Death by accident, any time
100% of Sum Assured.
Maturity
100% of accumulated
basic premiums if
insured survives to
end of term.
POLICY MECHANICS
Grace period
30 calendar days
Free look
14 calendar days
Suicide excl
2 years from
inception or
reinstatement
Claim filing
Death-claim docs
within 90 calendar
days of death
Costs
Premium inclusive
of admin, medical-
exam, free-look and
marketing costs;
no itemised load.
Exclusions
Suicide (2 yr),
death penalty,
crime by insured/
interested party,
intentional part in
fights, crime, law
violations,
terrorism, war,
rebellion, civil
unrest.
SURRENDER VALUE
Per a "Tabel Pengembalian Premi"
in the policy Data Polis.
Percentages NOT published in the
RIPLAY - agent must show the
actual policy table. Do not
quote or estimate a figure.
SAMPLE CASE
Haruka, female, age 20, GIO.
Sum Assured Rp 500,000,000
Annual premium Rp 8,415,000
Term 15 years
Payment 8 years
Frequency Annual
Total premiums Rp 67,320,000
Contoh kasus
death by illness
at age 28 (past 24-mo window)
-> 100% SA = Rp 500,000,000.
DOCUMENT AVAILABILITY
RIPLAY
Present on file,
dated 2026-04-24.
Doc code TMLI-LC/PD/
xxxxi/POLDOC/1/2023.
Brochure
UNAVAILABLE -
publishing-gap A.
Exists on Tokio
Marine's DAM but is
not linked from the
product page and could
not be auto-downloaded.
Effect
Analyst confidence is
set to Medium-Low.
Rely on RIPLAY plus a
field-produced
Ilustrasi; the policy
is the binding
document.
10. Action Items for Legacy Income (next 30 days)
-
Build a one-page FU-vs-GIO decision sheet in EN + ID for every agent. It must state the 24-month graded death benefit for GIO in plain language and carry a customer acknowledgement line. This is the highest-leverage mis-selling fix for this product — make signing it part of the GIO application routine.
-
Source and file the official brochure. Open a request to Tokio Marine to publish or release the TM Peace of Mind Plus brochure from the DAM, and refile this brief once it is on hand. Closing publishing-gap A is what lets analyst confidence move above Medium-Low.
-
Create a return-of-premium explainer handout in EN + ID that makes one point unmistakably clear: the maturity benefit returns the premiums paid, not the Sum Assured, and the product is not a savings plan. Use the Haruka numbers (Rp67.32M back on Rp67.32M paid) as the worked example.
-
Pair-sell discipline: before pitching TM Peace of Mind Plus, every agent asks “Apakah Bapak/Ibu sudah punya asuransi kesehatan?” If not, defer the life layer and lead with a medical product first. This reduces complaints and increases case quality per customer.
-
Surrender-table field rule: because the RIPLAY does not publish surrender percentages, agents must be trained never to quote a surrender figure from memory. Before a customer relies on any surrender value, the agent shows the actual Tabel Pengembalian Premi from the issued policy. Add this as a checklist item on the pre-submission review.

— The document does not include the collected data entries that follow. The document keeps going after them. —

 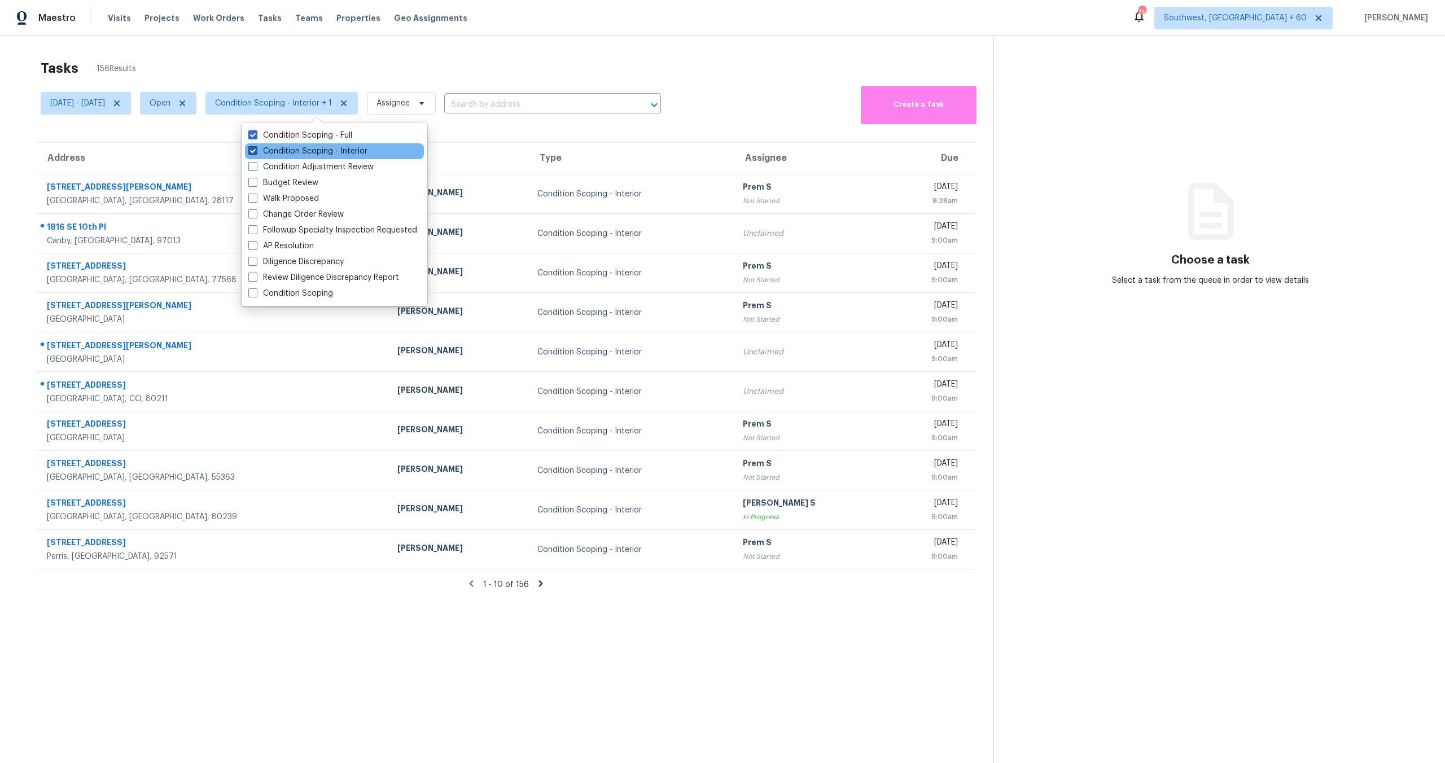 I want to click on span: 156 Results, so click(x=116, y=69).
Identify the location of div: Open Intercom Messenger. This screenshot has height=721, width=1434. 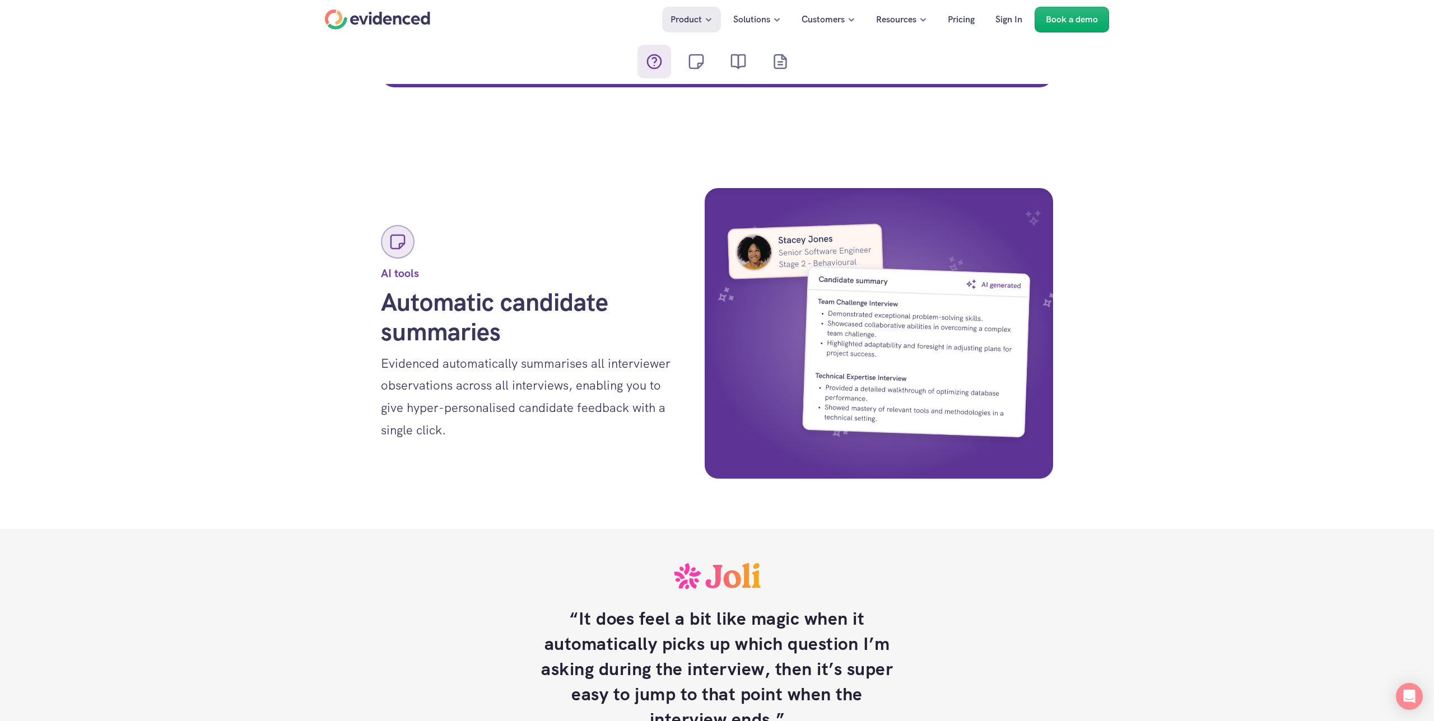
(1409, 697).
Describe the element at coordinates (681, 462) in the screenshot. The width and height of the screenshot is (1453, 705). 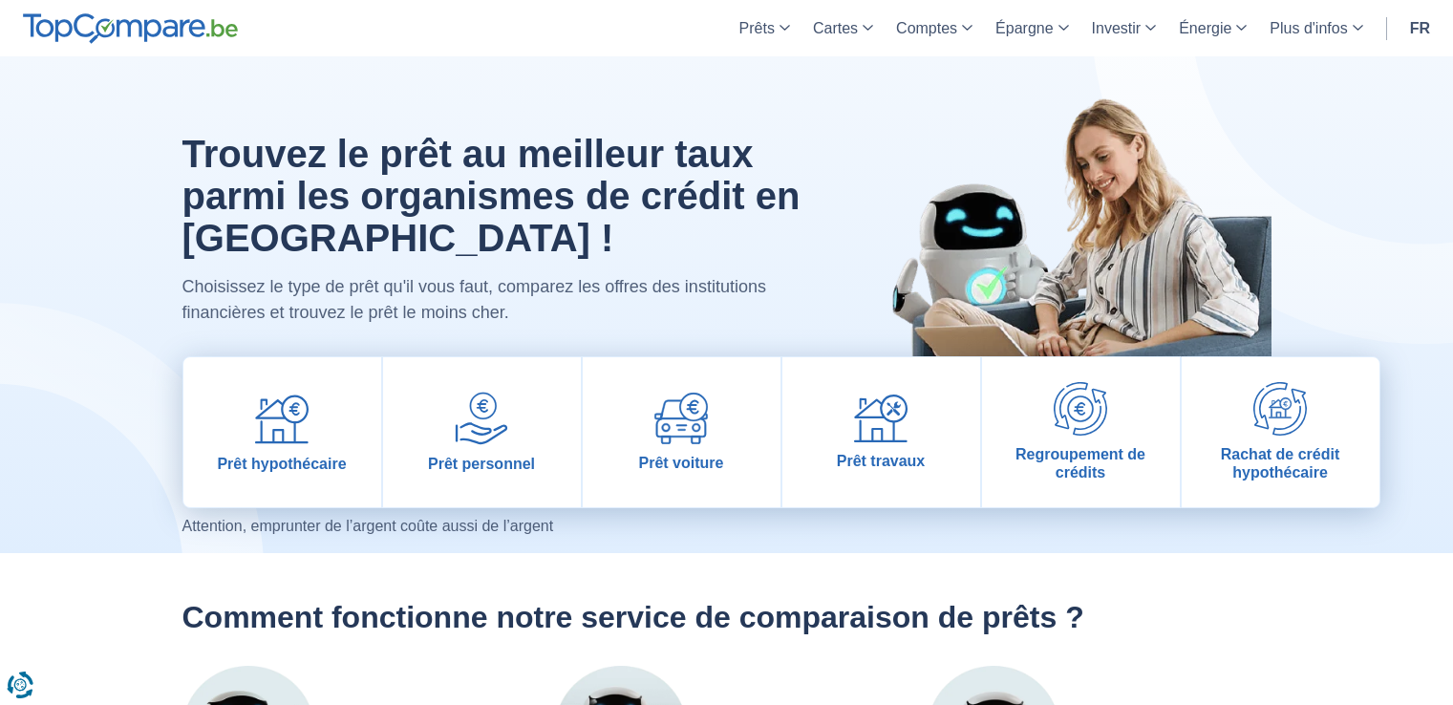
I see `span: Prêt voiture` at that location.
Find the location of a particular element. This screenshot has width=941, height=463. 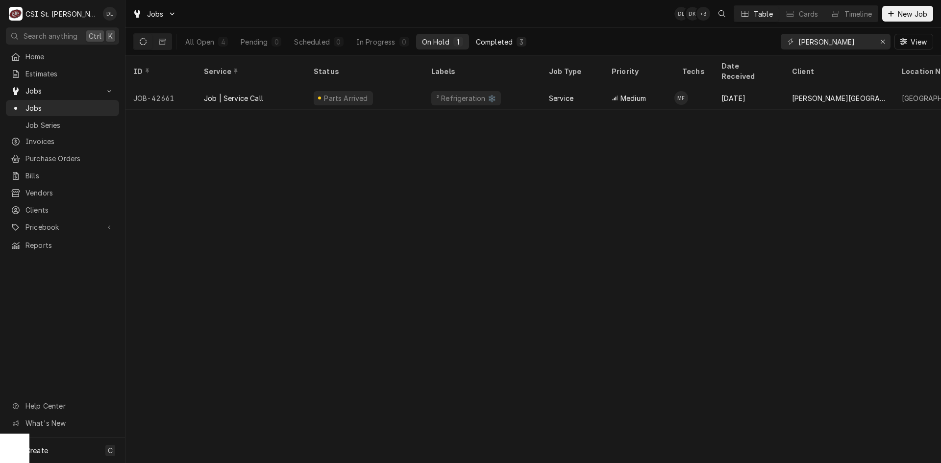

div: C is located at coordinates (16, 14).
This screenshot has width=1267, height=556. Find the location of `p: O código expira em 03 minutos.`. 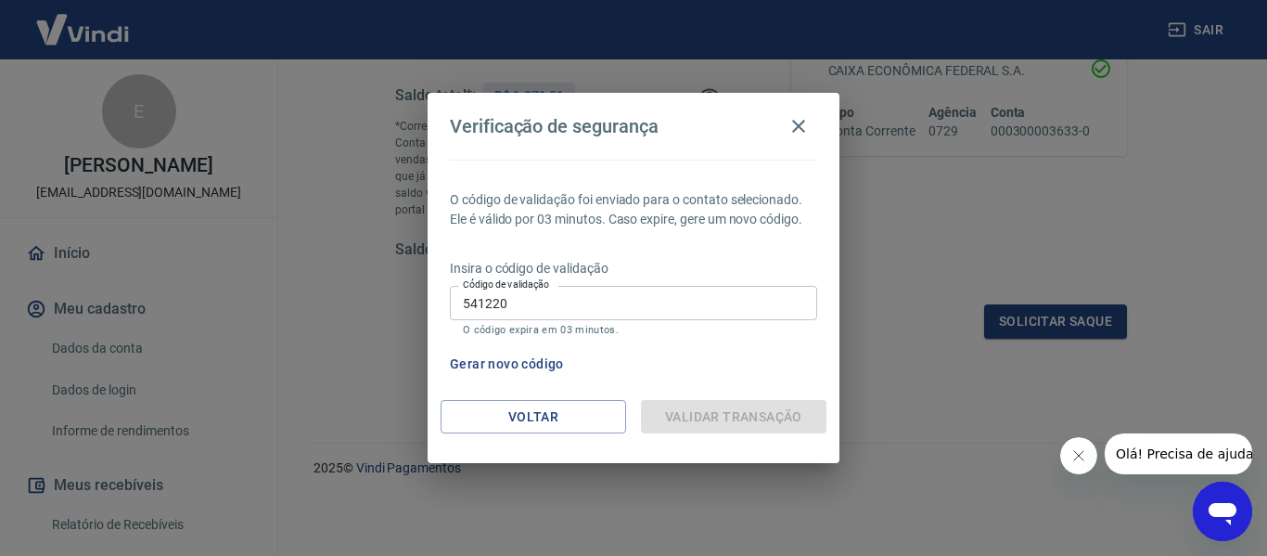

p: O código expira em 03 minutos. is located at coordinates (634, 329).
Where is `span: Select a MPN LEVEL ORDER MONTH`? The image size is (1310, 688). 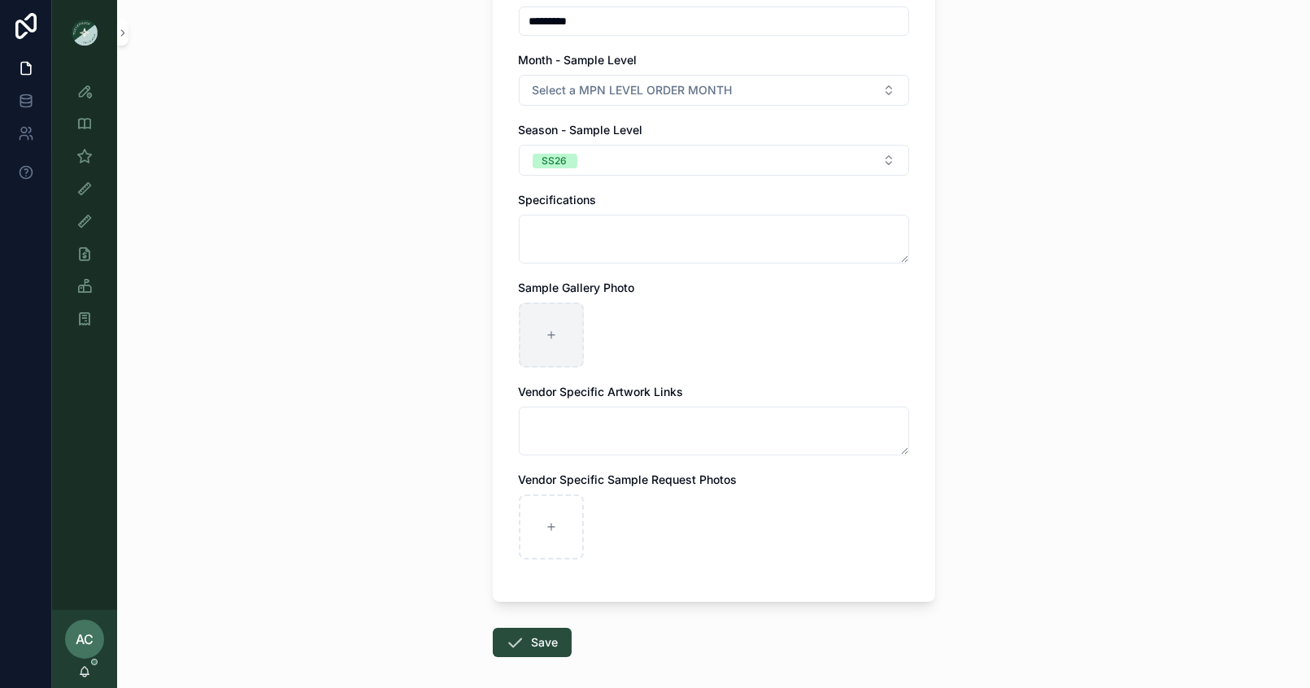 span: Select a MPN LEVEL ORDER MONTH is located at coordinates (633, 90).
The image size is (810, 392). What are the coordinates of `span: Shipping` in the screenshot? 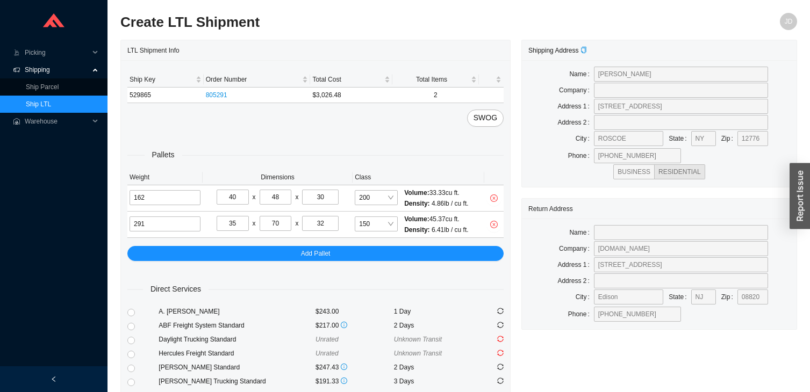 It's located at (57, 70).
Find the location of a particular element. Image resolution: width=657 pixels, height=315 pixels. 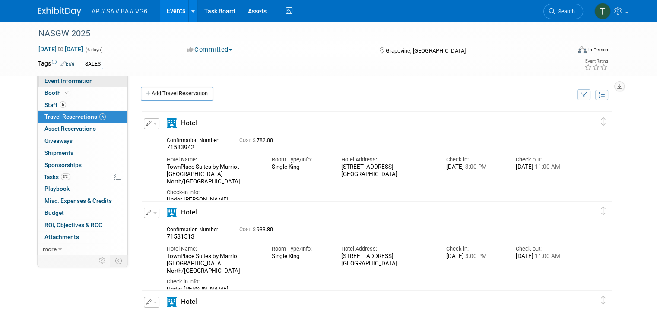

span: Misc. Expenses & Credits is located at coordinates (78, 201).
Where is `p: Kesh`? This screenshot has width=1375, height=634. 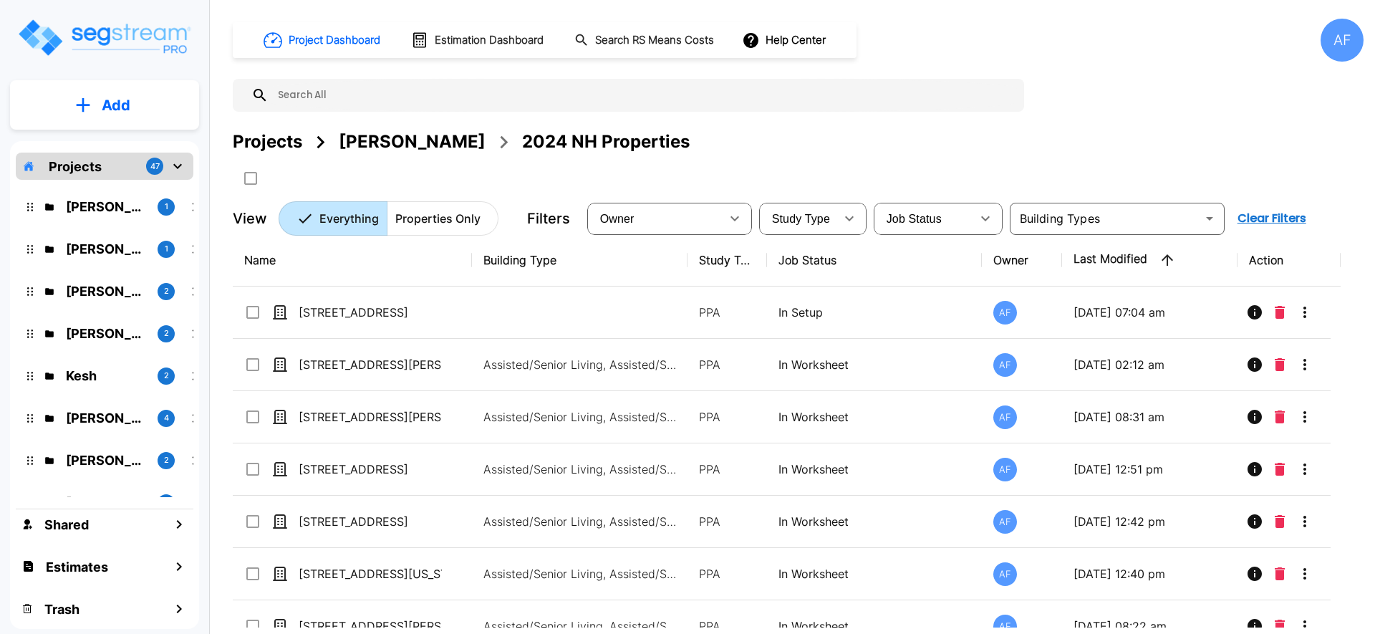 p: Kesh is located at coordinates (106, 375).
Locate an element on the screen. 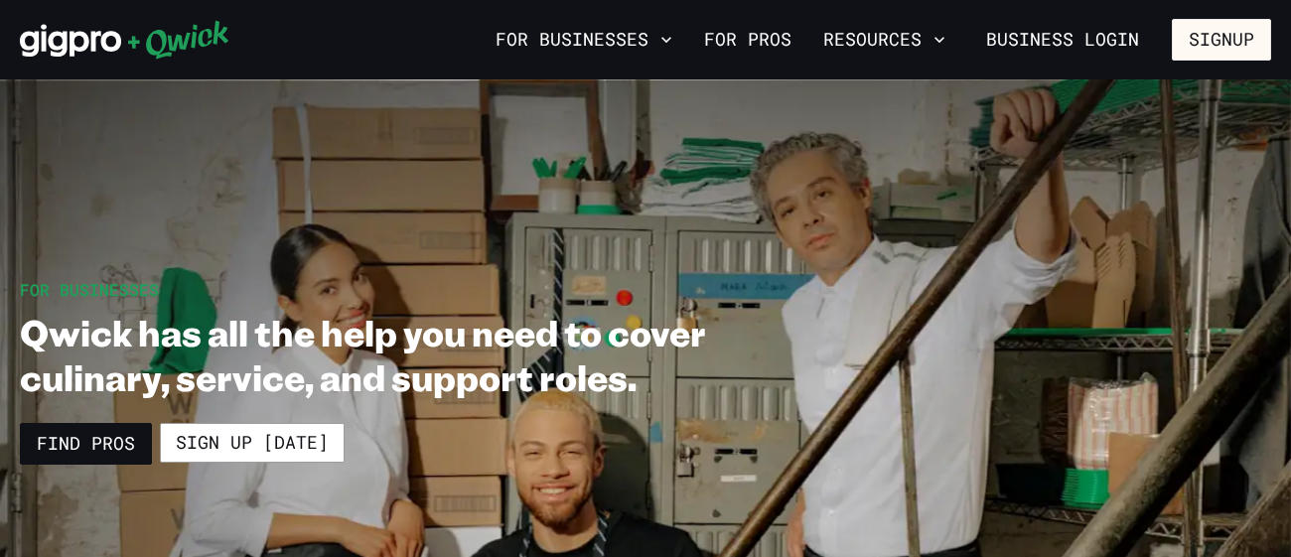 The width and height of the screenshot is (1291, 557). a: Find Pros is located at coordinates (85, 444).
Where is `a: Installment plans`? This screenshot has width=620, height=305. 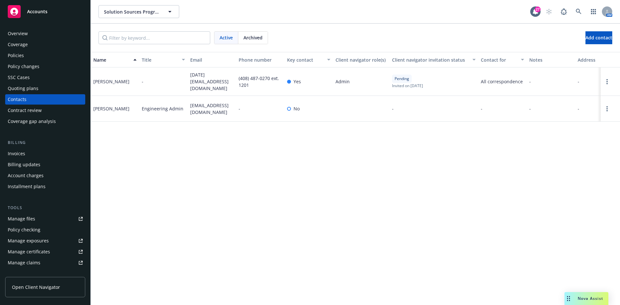 a: Installment plans is located at coordinates (45, 187).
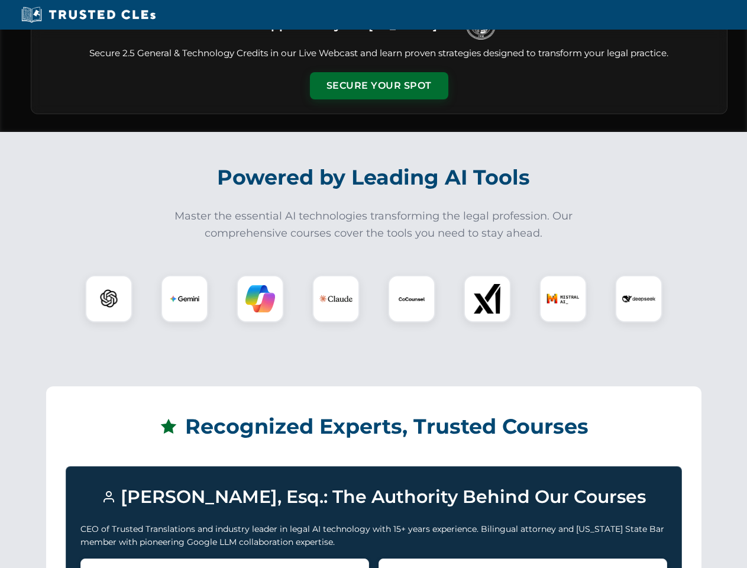 This screenshot has height=568, width=747. What do you see at coordinates (109, 299) in the screenshot?
I see `img: ChatGPT Logo` at bounding box center [109, 299].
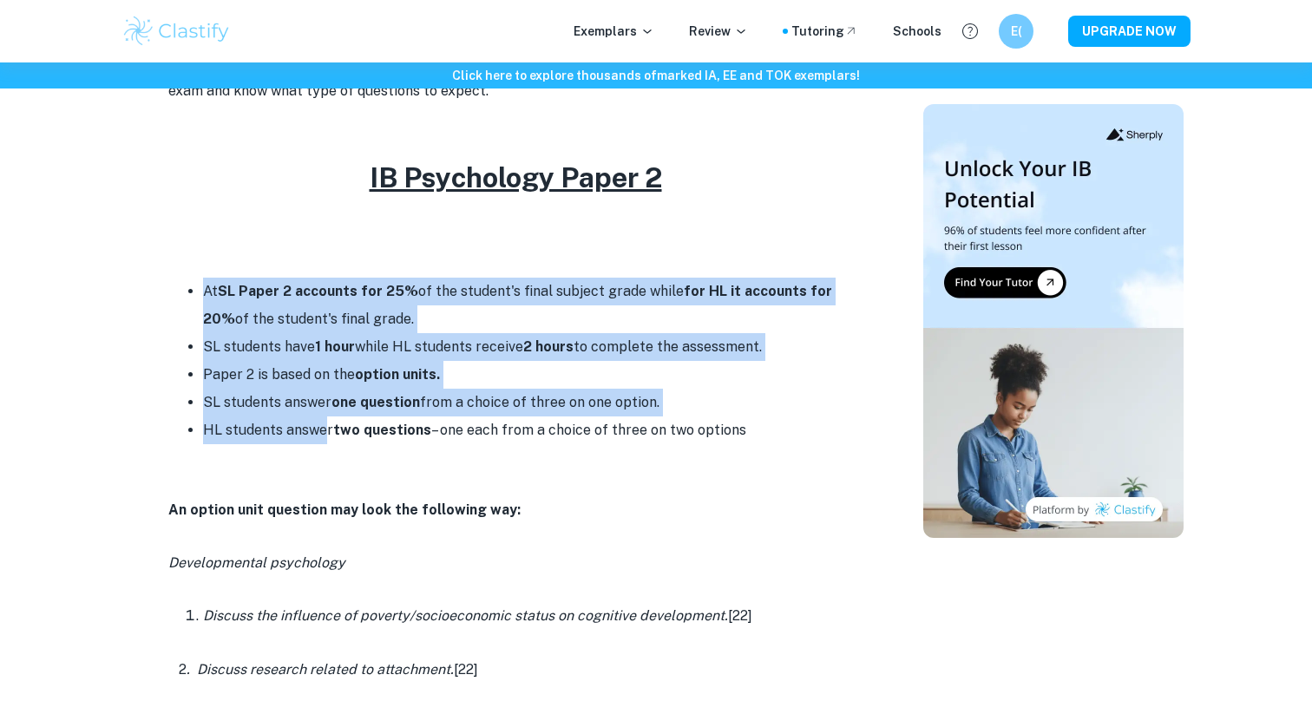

This brief is generated by AI and may contain mistakes. Please exercise discretion. It is intended as an internal user training and positioning resource, not as a customer-facing sales document. All statements about the product are reconstructed from the official RIPLAY and brochure as downloaded 2026-04-24; the policy itself is the binding document. Compliance disclosures, competitor comparisons, and customer-fit guidance reflect analyst judgment and should be reviewed by user before being deployed in agent training materials.
Switch to Expert (top-right) for the full 10-section brief, benchmarks, compliance flags, and source documents.